The interface is fantastic for a small set of interactions and content types, average for some and really bad for most. It’s most definitely not meant to be a lean-in experience. Smart, easily consumable content, pushed to you at relevant times and places is where it really shines.

Unfortunately, because its the “hot new platform”, we’ll inevitably see companies make apps for the Watch that have no business being there. I’m looking at you, #Brands.

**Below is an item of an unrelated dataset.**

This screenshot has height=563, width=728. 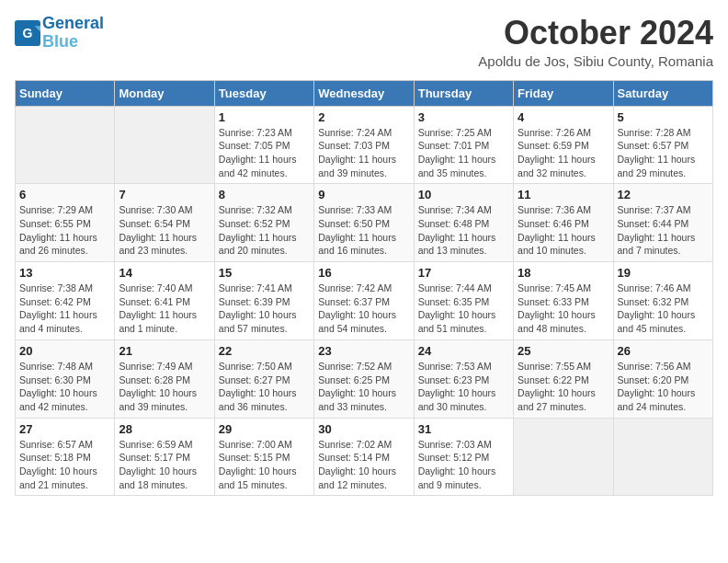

The device really shines once you’ve put in the work to figure out what kind of stuff you want pushed to your wrist and more importantly, what you want to just leave on your phone. The biggest problem is managing notifications is a lot of work. Notifications Settings in iOS was one of the first indications of the death of iOS’s simplicity and they seem to have brought the same kitchen sink UX style to Watch notification management. Now that Apple has added the watch to the ecosystem, notifications should be treated as a system-wide element managed in one place, and smartly sent to different devices. Let’s hope there’s some major streamlining of Notifications at an ecosystem-level coming in ios9.

Conclusion

Would I unequivocally recommend the Watch to everyone? No. Due to the fact that the Watch needs an iPhone to function, literally no one needs this watch. You can certainly wait until the next version and Lauren Goode does a great job summarizing why.

However, if you like wearing a watch, are bought into the iOS ecosystem and are intrigued by what kind of special powers it will be granted over time, I’d definitely go for it. It makes a lot of little things easier and for many, those collective benefits will add up to a significant enough value to justify the purchase. Between that and being personally and professionally curious about where this new era of personal computing and health tracking is going, it was a no brainer for me.

This is a really solid v.1 product that is unlike anything Apple has made before. The hardware is beautiful and I suspect many of the gripes I mention above can and will be fixed with software. During that time, developers will continue to build more thoughtful apps and, as the hardware, platform and ecosystem mature, I’m confident it will become an integral part of how we interact with the rest of our devices and the world around us.

With any luck, some of that strategy and possibility should become a bit clearer this Monday at WWDC.

Favorite apps: Nike Running (though I want Heart Rate!), Activity, Uber, Foursquare, Fresh Air, Citymapper, Dark Sky, Coach.me, Twitteriffic, Omnifocus, Sky Guide.

Most disappointing apps: Twitter, ESPN, Instagram.

App wishlist: Some kind of Sonos controller.